Understanding Pimco's Rough 2013

The firm's bond funds stumbled, thanks to too much emerging-markets debt and TIPS. The lesson for investors: Spread your bond holdings across several top fund managers.

Bill Gross may be the best bond fund manager on the planet—just not in 2013. For Gross and his comrades at Pimco funds, it was a year to forget. More than half of the firm’s 88 funds ranked in the bottom half of their peer groups last year. Flagship Pimco Total Return (PTTDX), which Gross has run since 1987, finished in the bottom third of all taxable intermediate-term bond funds.

Other Pimco funds struggled even more: Unconstrained Bond (PUBDX), a flexible, go-anywhere debt fund, trailed 85% of all nontraditional bond funds. And Commodity Real Return Strategy (PCRDX), which invests in commodity futures and backs them with inflation-protected bonds and other debt, landed in the bottom 10% of its category.

What happened?

A big selloff following suggestions by the Federal Reserve last May that it might soon trim its aggressive bond-buying program apparently caught Pimco by surprise. Many Pimco funds, including Total Return and Unconstrained Bond, had big bets on two of the worst-hit sectors, emerging-markets debt and Treasury inflation-protected securities. (Emerging markets hurt many of Pimco’s flexible funds, including two All Asset funds run by an outside adviser. Pimco All Asset All Authority (PAUDX) had about 30% of its assets invested in emerging-markets stocks, bonds and currencies all year.)

Subscribe to Kiplinger’s Personal Finance

Be a smarter, better informed investor.

Save up to 74%
https://cdn.mos.cms.futurecdn.net/hwgJ7osrMtUWhk5koeVme7-200-80.png

Sign up for Kiplinger’s Free E-Newsletters

Profit and prosper with the best of expert advice on investing, taxes, retirement, personal finance and more - straight to your e-mail.

Profit and prosper with the best of expert advice - straight to your e-mail.

Sign up

One reason so many Pimco funds stumbled last year stems from the way the firm operates. An Öberinvestment committee makes big-picture calls on the economy and interest rates for the company. Those calls then drive the strategy of many Pimco portfolios. When the calls are good, the firm’s funds do well. When they’re bad, they don’t.

An exodus by panicked fund investors added to Pimco’s woes. “There’s been unprecedented selling” of Pimco funds since May, says Doug Hodge, the firm’s chief operating officer. Case in point: Total Return, until recently the country’s biggest mutual fund. Since the beginning of May, $39 billion more exited the fund than came into it. (Pimco also manages Harbor Bond, a member of the Kiplinger 25, in a style similar to that of Total Return.)

Pimco has changed course quickly after previous stumbles. This time around, it loaded up on Treasuries during the spring selloff, taking advantage of lower prices (and higher yields). And it scaled back its exposure to emerging markets. Total Return’s holdings in developing-markets debt dropped from 7% of assets in January 2013 to 4% by September. But the firm hasn’t changed its view on TIPS because it considers inflation a long-term risk, says Bob Greer, who leads Pimco’s inflation-protected bond team.

Meanwhile, Gross has taken over at Unconstrained Bond while the current manager takes a sabbatical. And Mohamed El-Erian, Pimco’s co-chief investment officer with Gross, will expand his role at Global Multi-Asset (PGMDX). He’s been the lead manager since its 2008 launch, guiding its positioning in stocks, bonds, commodities and currencies. But the fund was truly awful last year, losing 8.9%, so El-Erian will become more involved in security selection.

It would be foolish to count Pimco out for poor short-term performance. But the lesson here may be that it pays to diversify your bond funds among several money-management firms, especially when a firm’s funds rely so heavily on direction from the top.

Nellie S. Huang
Senior Associate Editor, Kiplinger's Personal Finance

Nellie joined Kiplinger in August 2011 after a seven-year stint in Hong Kong. There, she worked for the Wall Street Journal Asia, where as lifestyle editor, she launched and edited Scene Asia, an online guide to food, wine, entertainment and the arts in Asia. Prior to that, she was an editor at Weekend Journal, the Friday lifestyle section of the Wall Street Journal Asia. Kiplinger isn't Nellie's first foray into personal finance: She has also worked at SmartMoney (rising from fact-checker to senior writer), and she was a senior editor at Money.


▸ Exercise details:
Go line by line through the entries and show those that hold the string "right".

** Exercise data follows **

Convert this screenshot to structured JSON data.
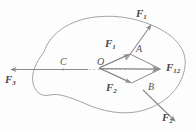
{
  "figure": {
    "background_color": "#fdfdfd",
    "stroke_color": "#8a8a8a",
    "label_color": "#4a4a4a",
    "point_color": "#555555",
    "body_outline_name": "rigid-body-outline",
    "dashed_line_name": "line-of-action"
  },
  "labels": {
    "force_1_external": "F",
    "force_1_external_sub": "1",
    "force_1_component": "F",
    "force_1_component_sub": "1",
    "force_2_external": "F",
    "force_2_external_sub": "2",
    "force_2_component": "F",
    "force_2_component_sub": "2",
    "force_3": "F",
    "force_3_sub": "3",
    "resultant": "F",
    "resultant_sub": "12"
  },
  "points": {
    "o": "O",
    "a": "A",
    "b": "B",
    "c": "C"
  },
  "geometry": {
    "origin": [
      99,
      68
    ],
    "point_a": [
      130,
      54
    ],
    "point_b": [
      132,
      83
    ],
    "resultant_tip": [
      160,
      69
    ],
    "point_c": [
      63,
      70
    ],
    "f3_tip": [
      9,
      70
    ],
    "f1_ext_tail": [
      128,
      57
    ],
    "f1_ext_tip": [
      152,
      25
    ],
    "f2_ext_tail": [
      144,
      92
    ],
    "f2_ext_tip": [
      176,
      122
    ]
  }
}
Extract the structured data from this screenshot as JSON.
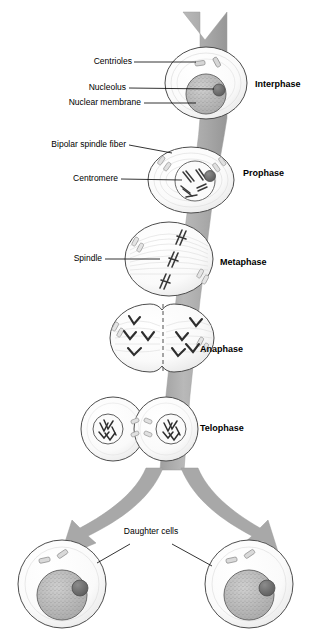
{
  "diagram": {
    "colors": {
      "band": "#a6a6a6",
      "band_light": "#bdbdbd",
      "cell_outline": "#4d4d4d",
      "nucleus_fill": "#b8b8b8",
      "nucleolus": "#6e6e6e",
      "chromosome": "#3a3a3a",
      "leader_line": "#000000",
      "background": "#ffffff"
    }
  },
  "left_labels": [
    {
      "id": "centrioles",
      "text": "Centrioles"
    },
    {
      "id": "nucleolus",
      "text": "Nucleolus"
    },
    {
      "id": "nuclear-membrane",
      "text": "Nuclear membrane"
    },
    {
      "id": "bipolar-spindle-fiber",
      "text": "Bipolar spindle fiber"
    },
    {
      "id": "centromere",
      "text": "Centromere"
    },
    {
      "id": "spindle",
      "text": "Spindle"
    }
  ],
  "phase_labels": [
    {
      "id": "interphase",
      "text": "Interphase"
    },
    {
      "id": "prophase",
      "text": "Prophase"
    },
    {
      "id": "metaphase",
      "text": "Metaphase"
    },
    {
      "id": "anaphase",
      "text": "Anaphase"
    },
    {
      "id": "telophase",
      "text": "Telophase"
    }
  ],
  "bottom_label": {
    "id": "daughter-cells",
    "text": "Daughter cells"
  }
}
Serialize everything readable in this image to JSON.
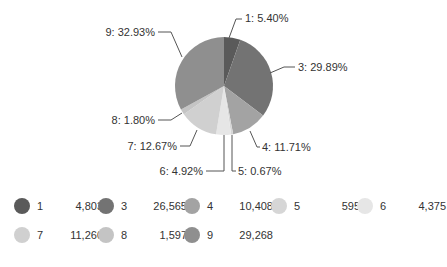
{
  "chart_data": {
    "type": "pie",
    "title": "",
    "categories": [
      "1",
      "3",
      "4",
      "5",
      "6",
      "7",
      "8",
      "9"
    ],
    "values": [
      4803,
      26565,
      10408,
      595,
      4375,
      11260,
      1597,
      29268
    ],
    "percent_labels": [
      "1: 5.40%",
      "3: 29.89%",
      "4: 11.71%",
      "5: 0.67%",
      "6: 4.92%",
      "7: 12.67%",
      "8: 1.80%",
      "9: 32.93%"
    ],
    "colors": [
      "#5a5a5a",
      "#737373",
      "#a3a3a3",
      "#d6d6d6",
      "#e6e6e6",
      "#d0d0d0",
      "#c4c4c4",
      "#8f8f8f"
    ],
    "legend_position": "bottom",
    "legend": [
      {
        "key": "1",
        "value": "4,803"
      },
      {
        "key": "3",
        "value": "26,565"
      },
      {
        "key": "4",
        "value": "10,408"
      },
      {
        "key": "5",
        "value": "595"
      },
      {
        "key": "6",
        "value": "4,375"
      },
      {
        "key": "7",
        "value": "11,260"
      },
      {
        "key": "8",
        "value": "1,597"
      },
      {
        "key": "9",
        "value": "29,268"
      }
    ]
  }
}
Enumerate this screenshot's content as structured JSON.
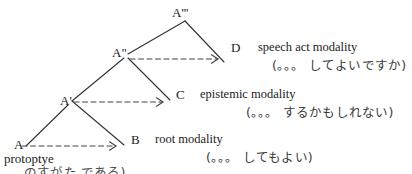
{
  "diagram": {
    "title_text": "",
    "colors": {
      "background": "#ffffff",
      "line": "#333333",
      "dashed_arrow": "#444444",
      "text": "#222222",
      "japanese_text": "#3a3a3a"
    },
    "nodes": [
      {
        "id": "A",
        "label": "A",
        "x": 14,
        "y": 138
      },
      {
        "id": "Ap",
        "label": "A'",
        "x": 60,
        "y": 94
      },
      {
        "id": "App",
        "label": "A\"",
        "x": 112,
        "y": 46
      },
      {
        "id": "Appp",
        "label": "A'''",
        "x": 172,
        "y": 6
      }
    ],
    "terminals": [
      {
        "id": "B",
        "label": "B",
        "gloss": "root modality",
        "japanese": "(。。。 してもよい)",
        "label_x": 131,
        "label_y": 133,
        "gloss_x": 155,
        "gloss_y": 133,
        "jp_x": 206,
        "jp_y": 152
      },
      {
        "id": "C",
        "label": "C",
        "gloss": "epistemic modality",
        "japanese": "(。。。 するかもしれない)",
        "label_x": 176,
        "label_y": 88,
        "gloss_x": 200,
        "gloss_y": 88,
        "jp_x": 246,
        "jp_y": 107
      },
      {
        "id": "D",
        "label": "D",
        "gloss": "speech act modality",
        "japanese": "(。。。 してよいですか)",
        "label_x": 231,
        "label_y": 41,
        "gloss_x": 258,
        "gloss_y": 41,
        "jp_x": 272,
        "jp_y": 60
      }
    ],
    "footer": {
      "prototype_label": "protoptye",
      "prototype_x": 4,
      "prototype_y": 152,
      "clipped_line": "のすがた   である)",
      "clipped_x": 24,
      "clipped_y": 167
    },
    "edges": {
      "spine": [
        {
          "from": "A",
          "to": "Ap",
          "x1": 26,
          "y1": 146,
          "x2": 68,
          "y2": 105
        },
        {
          "from": "Ap",
          "to": "App",
          "x1": 72,
          "y1": 101,
          "x2": 124,
          "y2": 58
        },
        {
          "from": "App",
          "to": "Appp",
          "x1": 128,
          "y1": 54,
          "x2": 185,
          "y2": 21
        }
      ],
      "branches": [
        {
          "from": "Ap",
          "to": "B",
          "x1": 72,
          "y1": 101,
          "x2": 124,
          "y2": 145
        },
        {
          "from": "App",
          "to": "C",
          "x1": 128,
          "y1": 58,
          "x2": 170,
          "y2": 100
        },
        {
          "from": "Appp",
          "to": "D",
          "x1": 185,
          "y1": 21,
          "x2": 224,
          "y2": 62
        }
      ],
      "arrows": [
        {
          "from": "A",
          "to": "B",
          "x1": 22,
          "y1": 146,
          "x2": 116,
          "y2": 146
        },
        {
          "from": "Ap",
          "to": "C",
          "x1": 74,
          "y1": 102,
          "x2": 163,
          "y2": 102
        },
        {
          "from": "App",
          "to": "D",
          "x1": 130,
          "y1": 59,
          "x2": 218,
          "y2": 59
        }
      ]
    }
  }
}
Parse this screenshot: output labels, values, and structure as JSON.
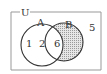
{
  "diagram": {
    "type": "venn",
    "universe_label": "U",
    "sets": [
      {
        "name": "A",
        "label": "A"
      },
      {
        "name": "B",
        "label": "B"
      }
    ],
    "regions": {
      "only_a": [
        "1",
        "2"
      ],
      "a_and_b": [
        "6"
      ],
      "only_b": [],
      "outside": [
        "5"
      ]
    },
    "shaded_region": "B minus A",
    "colors": {
      "stroke": "#333333",
      "shade": "#cfcfcf",
      "frame": "#999999"
    }
  }
}
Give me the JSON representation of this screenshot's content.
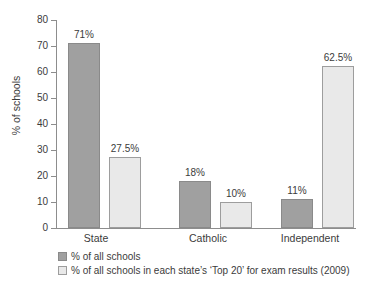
{
  "chart_data": {
    "type": "bar",
    "title": "",
    "xlabel": "",
    "ylabel": "% of schools",
    "ylim": [
      0,
      80
    ],
    "ytick_labels": [
      "80",
      "70",
      "60",
      "50",
      "40",
      "30",
      "20",
      "10",
      "0"
    ],
    "yticks": [
      80,
      70,
      60,
      50,
      40,
      30,
      20,
      10,
      0
    ],
    "grid": false,
    "legend_position": "below-left",
    "categories": [
      "State",
      "Catholic",
      "Independent"
    ],
    "series": [
      {
        "name": "% of all schools",
        "values": [
          71,
          18,
          11
        ],
        "labels": [
          "71%",
          "18%",
          "11%"
        ],
        "color": "#a0a0a0"
      },
      {
        "name": "% of all schools in each state's ‘Top 20’ for exam results (2009)",
        "values": [
          27.5,
          10,
          62.5
        ],
        "labels": [
          "27.5%",
          "10%",
          "62.5%"
        ],
        "color": "#e9e9e9"
      }
    ]
  },
  "axis": {
    "y_title": "% of schools"
  },
  "legend": {
    "items": [
      {
        "label": "% of all schools"
      },
      {
        "label": "% of all schools in each state’s ‘Top 20’ for exam results (2009)"
      }
    ]
  },
  "colors": {
    "series_0": "#a0a0a0",
    "series_1": "#e9e9e9",
    "axis": "#8d8d8d",
    "text": "#3b3b3b",
    "background": "#ffffff"
  }
}
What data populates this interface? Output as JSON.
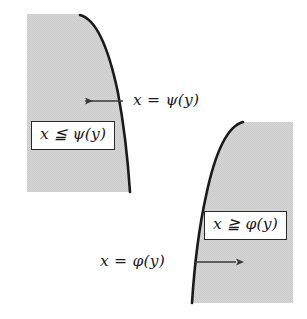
{
  "figure": {
    "background_color": "#ffffff",
    "shade_color": "#d4d4d4",
    "curve_color": "#1a1a1a",
    "arrow_color": "#3a3a3a",
    "box_border_color": "#2a2a2a",
    "regions": [
      {
        "id": "upper-left-region",
        "name": "psi-region",
        "fill": "#d4d4d4",
        "bounds": {
          "left": 27,
          "top": 14,
          "right": 131,
          "bottom": 192
        },
        "curve_label": "x = ψ(y)",
        "inequality_label": "x ≦ ψ(y)",
        "arrow_direction": "left"
      },
      {
        "id": "lower-right-region",
        "name": "phi-region",
        "fill": "#d4d4d4",
        "bounds": {
          "left": 191,
          "top": 121,
          "right": 293,
          "bottom": 303
        },
        "curve_label": "x = φ(y)",
        "inequality_label": "x ≧ φ(y)",
        "arrow_direction": "right"
      }
    ],
    "labels": {
      "psi_curve": "x = ψ(y)",
      "psi_inequality": "x ≦ ψ(y)",
      "phi_curve": "x = φ(y)",
      "phi_inequality": "x ≧ φ(y)"
    }
  }
}
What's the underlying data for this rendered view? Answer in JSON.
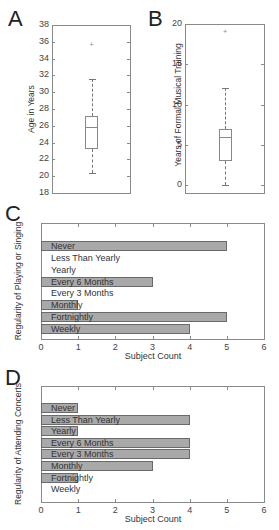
{
  "chart_data": [
    {
      "panel": "A",
      "type": "box",
      "title": "",
      "xlabel": "",
      "ylabel": "Age in Years",
      "ylim": [
        18,
        38
      ],
      "yticks": [
        "38",
        "36",
        "34",
        "32",
        "30",
        "28",
        "26",
        "24",
        "22",
        "20",
        "18"
      ],
      "stats": {
        "whisker_high": 31.6,
        "q3": 27.2,
        "median": 25.9,
        "q1": 23.2,
        "whisker_low": 20.4,
        "outliers": [
          35.6
        ]
      }
    },
    {
      "panel": "B",
      "type": "box",
      "title": "",
      "xlabel": "",
      "ylabel": "Years of Formal Musical Training",
      "ylim": [
        0,
        20
      ],
      "yticks": [
        "20",
        "15",
        "10",
        "5",
        "0"
      ],
      "stats": {
        "whisker_high": 12,
        "q3": 7,
        "median": 6,
        "q1": 3,
        "whisker_low": 0,
        "outliers": [
          19
        ]
      }
    },
    {
      "panel": "C",
      "type": "bar",
      "orientation": "horizontal",
      "xlabel": "Subject Count",
      "ylabel": "Regularity of Playing or Singing",
      "xlim": [
        0,
        6
      ],
      "xticks": [
        "0",
        "1",
        "2",
        "3",
        "4",
        "5",
        "6"
      ],
      "categories": [
        "Never",
        "Less Than Yearly",
        "Yearly",
        "Every 6 Months",
        "Every 3 Months",
        "Monthly",
        "Fortnightly",
        "Weekly"
      ],
      "values": [
        5,
        0,
        0,
        3,
        0,
        1,
        5,
        4
      ]
    },
    {
      "panel": "D",
      "type": "bar",
      "orientation": "horizontal",
      "xlabel": "Subject Count",
      "ylabel": "Regularity of Attending Concerts",
      "xlim": [
        0,
        6
      ],
      "xticks": [
        "0",
        "1",
        "2",
        "3",
        "4",
        "5",
        "6"
      ],
      "categories": [
        "Never",
        "Less Than Yearly",
        "Yearly",
        "Every 6 Months",
        "Every 3 Months",
        "Monthly",
        "Fortnightly",
        "Weekly"
      ],
      "values": [
        1,
        4,
        1,
        4,
        4,
        3,
        1,
        0
      ]
    }
  ],
  "panels": {
    "a": {
      "letter": "A"
    },
    "b": {
      "letter": "B"
    },
    "c": {
      "letter": "C"
    },
    "d": {
      "letter": "D"
    }
  },
  "colors": {
    "bar_fill": "#a9a9a9",
    "bar_edge": "#6a6a6a",
    "axis": "#8a8a8a"
  },
  "outlier_marker": "+"
}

** End of Exercise data **

▸ Task answer:
          "right": 131,
        "id": "lower-right-region",
          "right": 293,
        "arrow_direction": "right"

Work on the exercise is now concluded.